CULTURE / Books / THE ASIAN BOOKSHELF
Jul 20, 2003
Taking readers to the edge
RUNNERS IN THE MARGINS: Poems by Akira Tatehata, translated by Hiroaki Sato. Vermont: P.S A Press, 2003, 103 pp., $12.95 (paper) The poet Akira Tatehata has a wide-ranging imagination as rich, and yet as controlled, as the brush of the most delicate artist. His poems are sometimes playful, sometimes philosophical, but always a surprise. He is indeed a major poet who has moved Japan's modern poetry into new territory by choosing prose as a medium. As Jerome Rothenberg has written, Tatehata has "the ability to move clusters of language and perception into larger assemblages," a narrative that escapes from narrative to create a world that startles us so we can see.
CULTURE / Books / THE ASIAN BOOKSHELF
May 4, 2003
Still howling with emotion
HOWLING AT THE MOON: Poems and Prose of Hagiwara Sakutaro, translation and introduction by Hiroaki Sato. Kobenhavn & Los Angeles, Green Integer, 2002, 316 pp., $11.95, (paper) Hagiwara Sakutaro is one of Japan's most important, and most cherished poets. His first volume of poetry, "Howling at the Moon" (Tsuki ni Hoeru), published in 1917, remains one of the most readable and most popular books of poetry in Japan. His second volume, "The Blue Cat" (Aoneko), came out in 1923. The startling innovation that Hagiwara brought to Japanese poetry was the successful use of colloquial language, a contrast to the formal, long standing 5-7-5 syllabic verse that dates back to the earliest period of Japanese literature, and survives today in the still popular tanka and haiku.

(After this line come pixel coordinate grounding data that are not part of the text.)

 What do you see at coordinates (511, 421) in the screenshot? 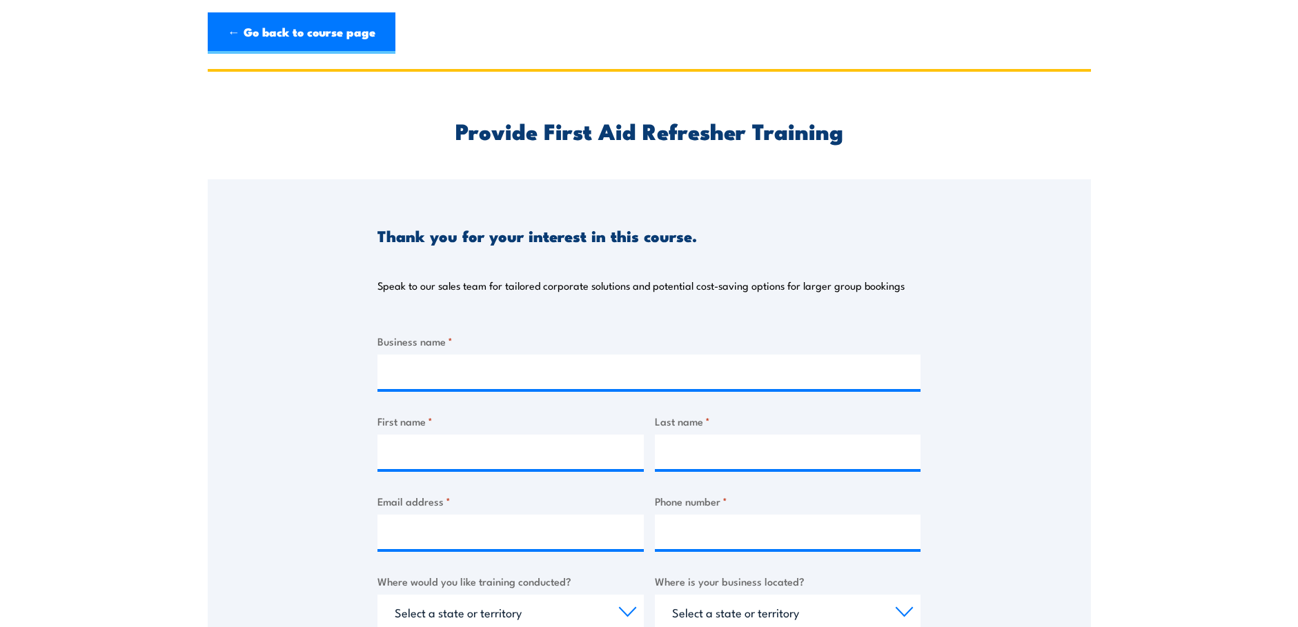
I see `label: First name` at bounding box center [511, 421].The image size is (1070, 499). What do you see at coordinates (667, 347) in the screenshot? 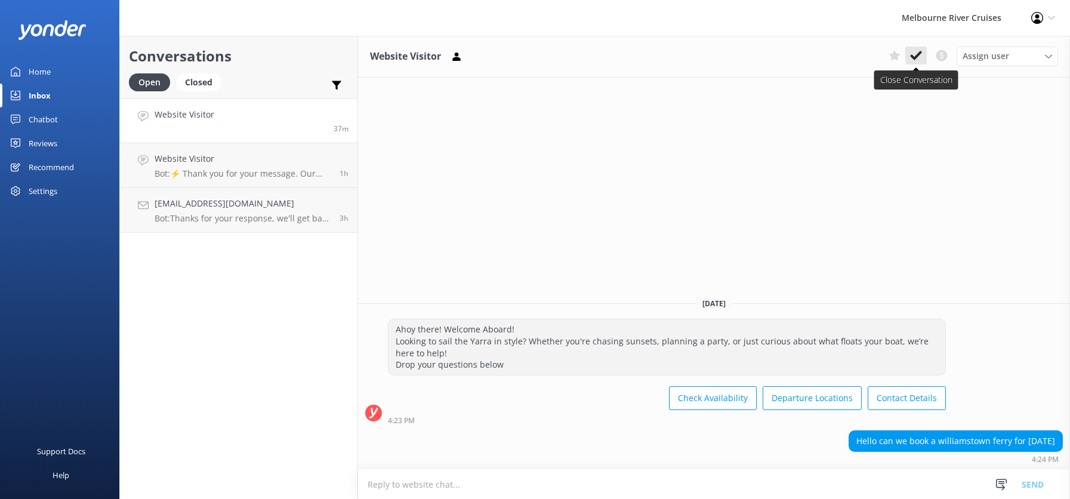
I see `div: Ahoy there! Welcome Aboard! Looking to sail the Yarra in style? Whether you're chasing sunsets, p...` at bounding box center [667, 347].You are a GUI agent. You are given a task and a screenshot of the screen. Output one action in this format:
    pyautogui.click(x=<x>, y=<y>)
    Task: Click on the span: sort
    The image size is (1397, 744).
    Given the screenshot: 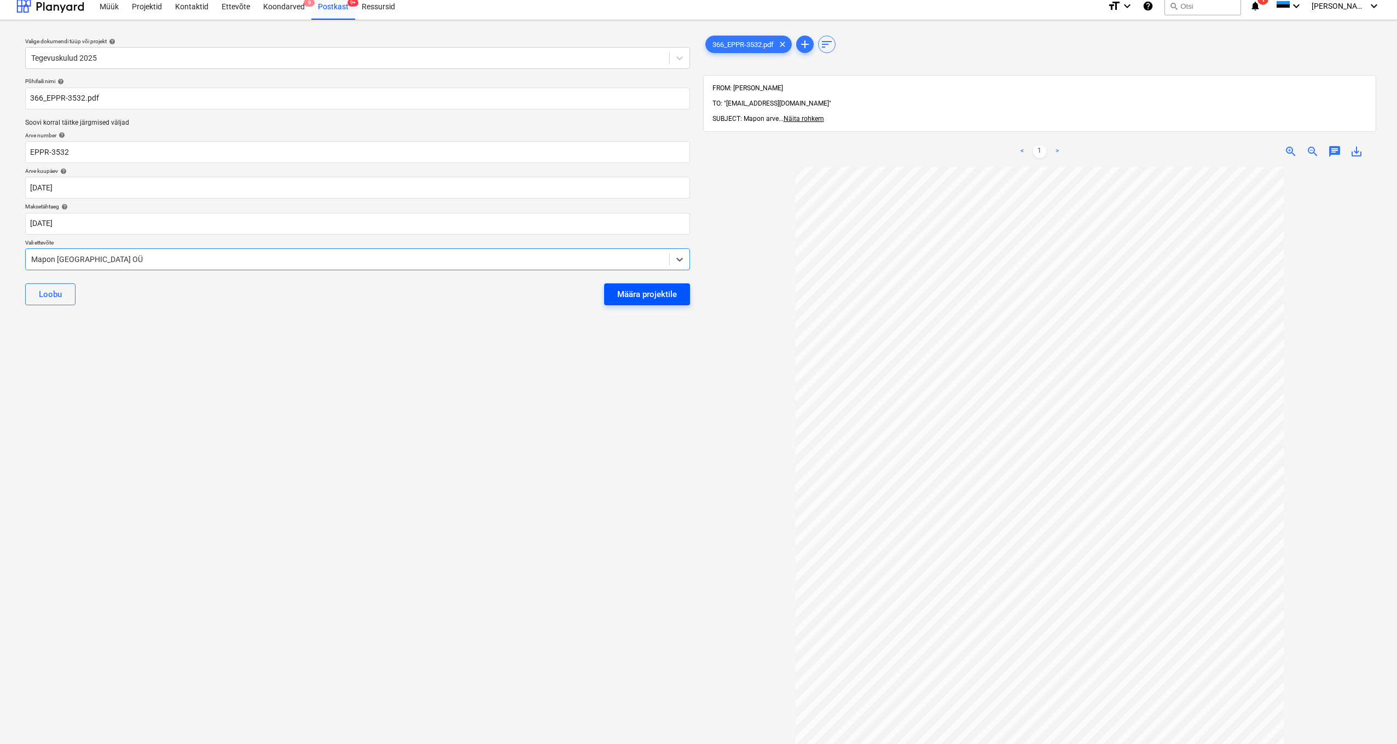 What is the action you would take?
    pyautogui.click(x=827, y=44)
     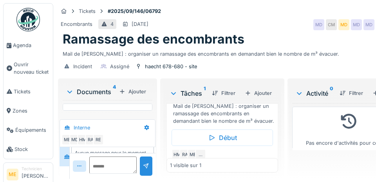 I want to click on a: Zones, so click(x=28, y=110).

CULTURE / Books / THE ASIAN BOOKSHELF
Feb 23, 2003
Poet reaches for a world beyond reality
THE VILLAGE BEYOND, Poems of Nobuko Kimura, translated by Hiroaki Sato. Vermont: P.S., A Press, 2002, viii + 54 pp., $10 (paper) Nobuko Kimura has published six volumes of poetry, the first, "Collected Poems of Kimura Nobuko" (Kimura Nobuko Shishu), in 1971, and the most recent, "Going Around the Day" (Himeguri), in 1996. Although clearly in the Surrealist camp -- she draws both from her dreams and her everyday life to create a world in which fantasy and reality intermix -- Kimura subscribes to no established poetic group or school, and has created and maintained a distinctive poetic voice.

Longform

Historically, kabuki was considered the entertainment of the merchant and peasant classes, a far cry from how it is regarded today.